GPT-5 arrives in Microsoft 365 Copilot: what Lisa Crosbie’s video shows
In a new YouTube explainer, Lisa Crosbie [MVP] demonstrates GPT-5 inside Microsoft 365 Copilot, comparing it with the previous model. She shows side-by-side responses to both simple prompts and tasks that need deeper reasoning, emphasizing a clear performance gap. According to the video, GPT-5 delivers faster replies and more precise guidance across everyday scenarios. Moreover, it produces richer insights that aim to reduce follow-up prompts and manual clean-up.
How Copilot now chooses the right model for the job
The video highlights a new real-time router that lets Copilot pick the most suitable model for each prompt. For routine questions, it favors a high-throughput path to return quick, succinct answers. For complex or open-ended requests, it switches to a deeper reasoning mode that plans, gathers context, and checks its work before responding. This two-brain approach promises speed when it matters and patience when depth is required.
Practical impact: quick summaries versus careful analysis
Crosbie uses a marketing RFP example to illustrate the tradeoff between quick summaries and careful evaluation. Copilot rapidly compiles a list of responses from work data, offering immediate utility. Yet, when asked to assess and rank those proposals, GPT-5 takes more time to form a structured recommendation grounded in organizational context. The gain is clarity and actionability, though teams must balance waiting longer against the value of a more thoughtful answer.
Access, rollout, and what’s new in Copilot Studio
The blog details that licensed Microsoft 365 Copilot users can try the new model today, with a “Try GPT-5” session toggle and priority access. Users without a license will see staged availability in the coming weeks, receiving standard access as capacity expands. Additionally, Copilot Studio surfaces GPT-5 for building custom agents, enabling more ambitious workflows through tailored prompts and tools. However, organizations must weigh the benefits of advanced capabilities against governance, cost, and change-management demands.

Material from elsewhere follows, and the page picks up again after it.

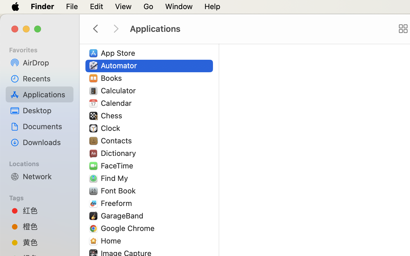 The width and height of the screenshot is (410, 256). Describe the element at coordinates (120, 153) in the screenshot. I see `Dictionary` at that location.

Key considerations for teams and IT leaders
With higher capability comes responsibility: output may look confident, so verification steps remain essential. Model routing is largely invisible, which improves ease of use but may reduce transparency for users who want to know “what ran.” Therefore, clear guidance, prompt patterns, and data-access controls will help teams get consistent results while protecting sensitive information. In practice, leaders should set expectations about speed versus depth, monitor quality, and measure whether GPT-5 saves time across real tasks.